10. Clarke's Isolation and Identification of Drugs, 2nd ed. The Phar- maceutical Press, London, U.K., 1986, p 931.
11. P.B. Kyle, J.L. Spencer, C.M. Purser, K.C. Eddleman, and A.S. Hume. Suspected pediatric ingestions: effectiveness of im- munoassay screens vs. gas chromatography/mass spectroscopy in the detection of drugs and chemicals. J. ToxicoL Clin. Toxicol. 41: 919-925 (2003).
12. P.B. Kyle, J.L. Spencer, C.M. Purser, and A.S. Hume. Drugs de- tected in suspected pediatric ingestion: a three-year review.

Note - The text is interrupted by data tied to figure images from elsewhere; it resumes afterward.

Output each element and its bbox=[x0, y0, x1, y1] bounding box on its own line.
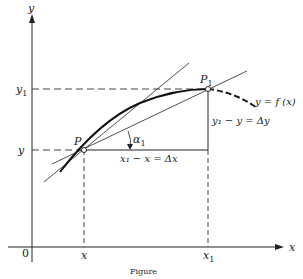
P1-label: P1 bbox=[199, 73, 213, 88]
delta-x-label: x₁ − x = Δx bbox=[120, 153, 178, 164]
y1-tick-label: y1 bbox=[15, 83, 27, 98]
derivative-diagram: y x 0 P P1 y y1 x x1 y = f (x) y₁ − y = … bbox=[0, 0, 303, 279]
P-label: P bbox=[73, 135, 82, 148]
point-P bbox=[82, 148, 87, 153]
delta-y-label: y₁ − y = Δy bbox=[211, 115, 270, 126]
figure-caption: Figure bbox=[130, 267, 157, 276]
x-axis-arrow-icon bbox=[275, 244, 284, 250]
y-tick-label: y bbox=[17, 144, 25, 157]
curve-dashed bbox=[208, 89, 257, 108]
x-axis-label: x bbox=[289, 241, 296, 254]
origin-label: 0 bbox=[22, 247, 29, 260]
x1-tick-label: x1 bbox=[203, 249, 214, 264]
x-tick-label: x bbox=[81, 249, 88, 262]
y-axis-label: y bbox=[27, 2, 35, 15]
alpha1-label: α1 bbox=[133, 133, 146, 148]
curve-label: y = f (x) bbox=[254, 96, 296, 107]
y-axis-arrow-icon bbox=[29, 14, 35, 23]
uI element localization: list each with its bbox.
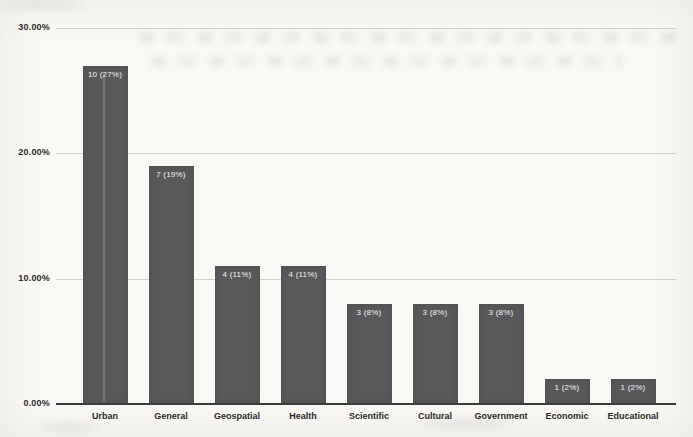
- bar-government: 3 (8%): [479, 304, 524, 403]
- bar-cultural: 3 (8%): [413, 304, 458, 403]
- bar-scientific: 3 (8%): [347, 304, 392, 403]
- y-axis-tick-label: 30.00%: [2, 22, 50, 32]
- bar-value-label: 4 (11%): [215, 270, 260, 279]
- bar-value-label: 3 (8%): [479, 308, 524, 317]
- scanned-figure-page: 30.00%20.00%10.00%0.00%10 (27%)Urban7 (1…: [0, 0, 693, 437]
- x-axis-category-label: Health: [268, 411, 338, 421]
- x-axis-category-label: General: [136, 411, 206, 421]
- x-axis-category-label: Government: [466, 411, 536, 421]
- bar-economic: 1 (2%): [545, 379, 590, 403]
- bar-value-label: 4 (11%): [281, 270, 326, 279]
- x-axis-category-label: Scientific: [334, 411, 404, 421]
- bar-value-label: 7 (19%): [149, 170, 194, 179]
- x-axis-category-label: Economic: [532, 411, 602, 421]
- bar-general: 7 (19%): [149, 166, 194, 403]
- bar-value-label: 3 (8%): [347, 308, 392, 317]
- y-axis-tick-label: 10.00%: [2, 273, 50, 283]
- gridline: [56, 153, 676, 154]
- bar-chart: 30.00%20.00%10.00%0.00%10 (27%)Urban7 (1…: [0, 0, 693, 437]
- bar-urban: 10 (27%): [83, 66, 128, 403]
- x-axis-category-label: Cultural: [400, 411, 470, 421]
- gridline: [56, 28, 676, 29]
- x-axis-category-label: Educational: [598, 411, 668, 421]
- y-axis-tick-label: 0.00%: [2, 398, 50, 408]
- bar-value-label: 1 (2%): [545, 383, 590, 392]
- bar-educational: 1 (2%): [611, 379, 656, 403]
- x-axis-category-label: Geospatial: [202, 411, 272, 421]
- bar-value-label: 1 (2%): [611, 383, 656, 392]
- bar-value-label: 10 (27%): [83, 70, 128, 79]
- x-axis-category-label: Urban: [70, 411, 140, 421]
- x-axis-line: [56, 403, 676, 405]
- y-axis-tick-label: 20.00%: [2, 147, 50, 157]
- bar-value-label: 3 (8%): [413, 308, 458, 317]
- bar-geospatial: 4 (11%): [215, 266, 260, 403]
- bar-health: 4 (11%): [281, 266, 326, 403]
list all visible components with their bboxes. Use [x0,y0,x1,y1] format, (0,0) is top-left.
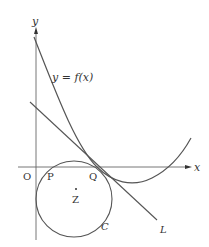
y-axis-label: y [31,15,39,28]
center-z-label: Z [72,194,79,205]
x-axis-arrow-icon [185,165,192,169]
center-z-dot [75,188,77,190]
curve-label: y = f(x) [51,71,93,84]
point-q-label: Q [89,171,97,182]
x-axis-label: x [194,161,201,174]
line-l-label: L [159,224,167,235]
circle-c-label: C [101,221,109,232]
curve-f [34,37,191,183]
point-p-label: P [47,171,54,182]
origin-label: O [23,171,31,182]
y-axis-arrow-icon [34,27,38,34]
tangent-line-l [30,102,157,220]
diagram: y x O y = f(x) P Q Z C L [0,0,209,247]
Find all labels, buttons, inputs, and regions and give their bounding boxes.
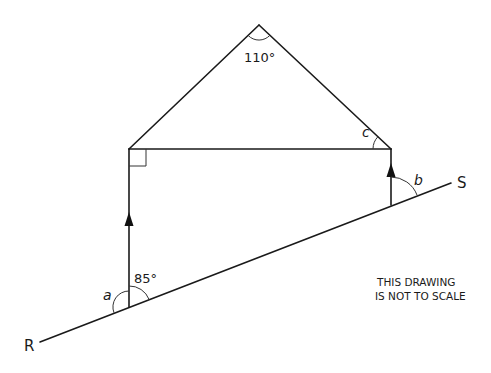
not-to-scale-note-line1: THIS DRAWING xyxy=(376,276,455,288)
angle-arc-a xyxy=(113,291,129,313)
parallel-arrow-right-icon xyxy=(387,163,396,177)
geometry-diagram: 110° c 85° a b R S THIS DRAWING IS NOT T… xyxy=(0,0,491,373)
angle-arc-apex xyxy=(248,35,270,40)
right-angle-marker xyxy=(129,149,146,166)
label-angle-b: b xyxy=(414,172,423,188)
line-rs xyxy=(40,183,451,342)
label-angle-85: 85° xyxy=(134,271,157,286)
angle-arc-c xyxy=(373,137,378,149)
not-to-scale-note-line2: IS NOT TO SCALE xyxy=(375,290,466,302)
label-angle-a: a xyxy=(103,287,112,303)
angle-arc-85 xyxy=(129,286,149,299)
label-point-r: R xyxy=(24,337,34,355)
roof-left-edge xyxy=(129,25,259,149)
parallel-arrow-left-icon xyxy=(125,212,134,226)
label-apex-angle: 110° xyxy=(244,50,275,65)
roof-right-edge xyxy=(259,25,391,149)
label-angle-c: c xyxy=(362,124,370,140)
label-point-s: S xyxy=(457,174,467,192)
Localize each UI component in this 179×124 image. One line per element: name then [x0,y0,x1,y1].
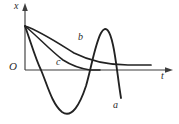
curve-label-b: b [78,32,83,42]
curve-label-a: a [113,100,118,110]
damping-curves-figure: x t O a b c [0,0,179,124]
horizontal-axis-arrowhead [165,67,173,72]
axis-label-t: t [161,71,164,81]
figure-canvas [0,0,179,124]
origin-label: O [9,61,17,72]
curve-label-c: c [56,57,60,67]
vertical-axis-arrowhead [22,3,28,11]
curve-c-critically-damped [25,26,100,70]
axis-label-x: x [14,1,18,11]
curve-b-overdamped [25,26,151,65]
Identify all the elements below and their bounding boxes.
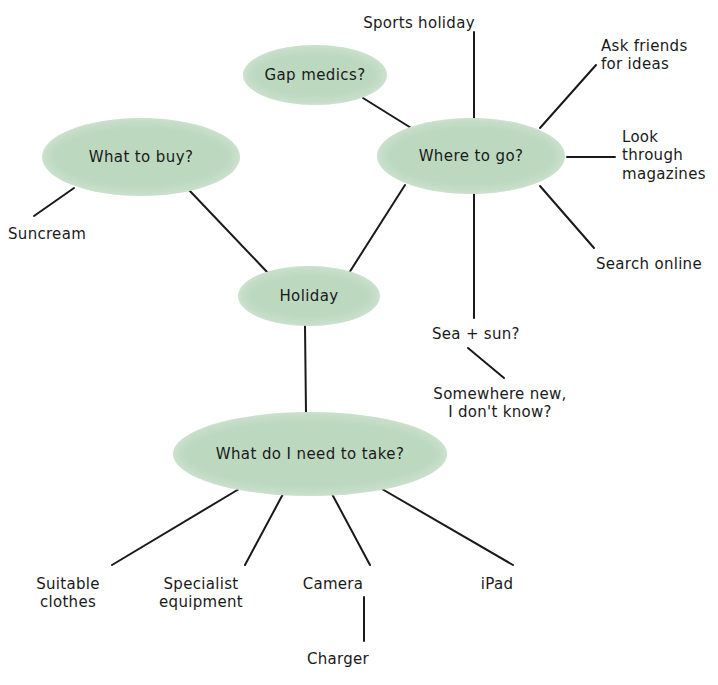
edge-holiday-whereto	[349, 185, 405, 273]
edge-holiday-whatbuy	[189, 190, 268, 273]
leaf-label-suitable[interactable]: Suitable clothes	[36, 575, 100, 612]
edge-needtake-suitable	[112, 489, 239, 565]
leaf-label-suncream[interactable]: Suncream	[8, 225, 86, 243]
leaf-label-searchonline[interactable]: Search online	[596, 255, 702, 273]
edge-whereto-search	[540, 186, 594, 248]
node-label-whereto: Where to go?	[419, 148, 524, 165]
leaf-label-charger[interactable]: Charger	[307, 650, 369, 668]
node-whatbuy[interactable]: What to buy?	[42, 118, 240, 196]
edge-needtake-camera	[332, 494, 370, 565]
mind-map-canvas: HolidayWhat to buy?Gap medics?Where to g…	[0, 0, 718, 685]
node-label-holiday: Holiday	[279, 288, 338, 305]
edge-seasun-somewhere	[468, 348, 504, 378]
leaf-label-specialist[interactable]: Specialist equipment	[159, 575, 243, 612]
leaf-label-seasun[interactable]: Sea + sun?	[432, 325, 520, 343]
leaf-label-ipad[interactable]: iPad	[481, 575, 513, 593]
node-label-needtake: What do I need to take?	[216, 446, 405, 463]
edge-whatbuy-suncream	[34, 188, 74, 216]
edge-needtake-specialist	[245, 494, 283, 565]
leaf-label-askfriends[interactable]: Ask friends for ideas	[601, 37, 688, 74]
leaf-label-camera[interactable]: Camera	[303, 575, 364, 593]
node-label-gapmed: Gap medics?	[264, 67, 365, 84]
edge-whereto-askfriends	[540, 65, 596, 128]
node-label-whatbuy: What to buy?	[89, 149, 194, 166]
edge-needtake-ipad	[382, 489, 513, 565]
edge-gapmed-whereto	[363, 98, 416, 131]
node-needtake[interactable]: What do I need to take?	[173, 412, 447, 496]
leaf-label-sportsholiday[interactable]: Sports holiday	[363, 14, 475, 32]
node-holiday[interactable]: Holiday	[238, 266, 380, 326]
leaf-label-lookthrough[interactable]: Look through magazines	[622, 128, 718, 183]
leaf-label-somewhere[interactable]: Somewhere new, I don't know?	[433, 385, 566, 422]
edge-holiday-needtake	[305, 326, 306, 413]
node-whereto[interactable]: Where to go?	[377, 118, 565, 194]
node-gapmed[interactable]: Gap medics?	[243, 45, 387, 105]
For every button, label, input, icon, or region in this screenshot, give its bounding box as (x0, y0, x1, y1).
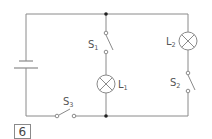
battery-icon (14, 61, 38, 68)
label-l1: L1 (118, 79, 128, 92)
lamp-l1-icon (97, 75, 115, 93)
label-l2: L2 (166, 36, 176, 49)
switch-s2-icon (186, 71, 195, 93)
label-s1: S1 (88, 39, 99, 52)
lamp-l2-icon (179, 32, 197, 50)
label-s2: S2 (170, 77, 181, 90)
switch-s3-icon (55, 109, 76, 118)
junction-top (104, 12, 108, 16)
figure-number: 6 (19, 125, 27, 139)
switch-s1-icon (104, 31, 113, 54)
circuit-diagram: S1 L1 L2 S2 S3 6 (0, 0, 212, 139)
junction-bottom (104, 114, 108, 118)
label-s3: S3 (63, 96, 74, 109)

J. Miss. State. Med. Assoc. 45:35-40 (2004). 13. A.H. Wu, C. McKay, L.A. Broussard, R.S. Hoffman, T.C. Kwong,
T.P. Moyer, E.M. Otten, S.L. Welch, and P. Wax. National academy of clinical biochemistry laboratory medicine practice guidelines: recommendations for the use of laboratory tests to sup- port poisoned patients who present to the emergency depart- ment. Clin. Chem. 49" 357-379 (2003).
14. Martindale: The Complete Drug Reference, 33rd ed. Pharma- ceutical Press, London, U.K., 2002, pp 1507, 1514.
Manuscript received March 30, 2007; revision received May 18, 2007.